Date

August 29, 2024

Time

15:00

Track

Track 1

SystemUI As EvilPiP: Hijacking Attacks on Modern Mobile Devices

Security Researcher

QI-ANXIN Group

Security Researcher

QI-ANXIN Group

Android system and anti-virus industry have been struggling with UI security issues, among which Activity Hijack Attack (AHA) is one of the most powerful UI Hijack techniques. In the era of API14~26, BankBot and Spyware could launch zero-cost hijacking attacks on user devices for access sensitive credentials or runtime permissions. However, with the continuous improvement of mitigation measures (execution/launch restrictions, strict SELinux policies for procfs, LMKD…), Google fully resolved AHA in 2019. In the past four years, no AHA techniques targeting the latest Android devices have been captured or disclosed, AHA seems to have died completely.

In this talk, we will reveal a new attack surface –PiP, which has been buried in the system for six years, and the hard-to-patch security issues lurking in privilege processes since 2009. This work mainly focuses on the analysis of framework basic components and the standard execution chain, by extending the research direction and attack surface to system_server, SystemUI, several Managers, and the asynchronous rendering process of screen content, we have discovered 10 vulnerabilities that can be stably exploited, and received $36,000 in bug bounties.
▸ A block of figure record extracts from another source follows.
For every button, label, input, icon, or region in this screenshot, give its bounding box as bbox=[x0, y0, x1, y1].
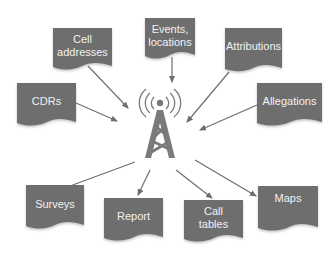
label-events-line2: locations bbox=[148, 36, 191, 48]
label-report: Report bbox=[117, 210, 150, 228]
label-cell-addresses-line1: Cell bbox=[73, 33, 92, 45]
label-attributions: Attributions bbox=[226, 40, 281, 58]
arrow-report bbox=[138, 170, 150, 195]
label-call-tables-line2: tables bbox=[199, 218, 228, 230]
arrow-cell-addresses bbox=[88, 66, 128, 108]
label-surveys: Surveys bbox=[35, 198, 75, 216]
label-events-line1: Events, bbox=[152, 23, 189, 35]
box-maps: Maps bbox=[258, 186, 318, 216]
box-surveys: Surveys bbox=[26, 185, 84, 228]
box-cell-addresses: Celladdresses bbox=[53, 28, 112, 68]
cell-tower-icon bbox=[139, 89, 180, 158]
arrow-allegations bbox=[200, 105, 257, 130]
arrow-maps bbox=[195, 160, 256, 196]
box-allegations: Allegations bbox=[257, 83, 322, 125]
box-attributions: Attributions bbox=[225, 28, 282, 70]
label-maps: Maps bbox=[275, 192, 302, 210]
line-surveys bbox=[70, 162, 135, 186]
box-events-locations: Events,locations bbox=[145, 18, 195, 58]
label-cdrs: CDRs bbox=[32, 95, 61, 113]
label-call-tables-line1: Call bbox=[204, 205, 223, 217]
arrow-call-tables bbox=[176, 170, 212, 198]
label-allegations: Allegations bbox=[263, 95, 317, 113]
label-cell-addresses-line2: addresses bbox=[57, 46, 108, 58]
arrow-cdrs bbox=[76, 103, 117, 121]
box-cdrs: CDRs bbox=[17, 83, 76, 125]
box-call-tables: Calltables bbox=[184, 200, 243, 241]
arrow-attributions bbox=[187, 72, 229, 122]
box-report: Report bbox=[104, 198, 163, 240]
Currently, two vulnerabilities have been assigned CVE numbers, four are still in fixing, and the rest have been given up fix or have exceeded one year of the fixing cycle.

This research introduces a novel hijacking attack called ‘EvilPiP’. Unlike traditional attack schemes that require runtime permissions for universal overlay or target detection, it focuses on breaking all hijacking defenses established since API 26 over the last seven years. By combining several vulnerabilities in the attack surface, EvilPiP can bypass the background execution and launch restrictions to perform universal overlay on the target. Then, various side-channel schemes will be exploited to leak the target’s runtime information for precise hijacking. To improve the exploit stability, we will also abuse system services to bypass LMKD and achieve true persistently (ignore Force-Stop and keep running with high priority). Finally, this research will weaponize a complete hijacking chain that requires no permissions, no user awareness, and zero attack cost.

At the end of the talk, we will demonstrate the EvilPiP hijacking attack that can be stably exploited on high-version Android devices (including API 33 and 34).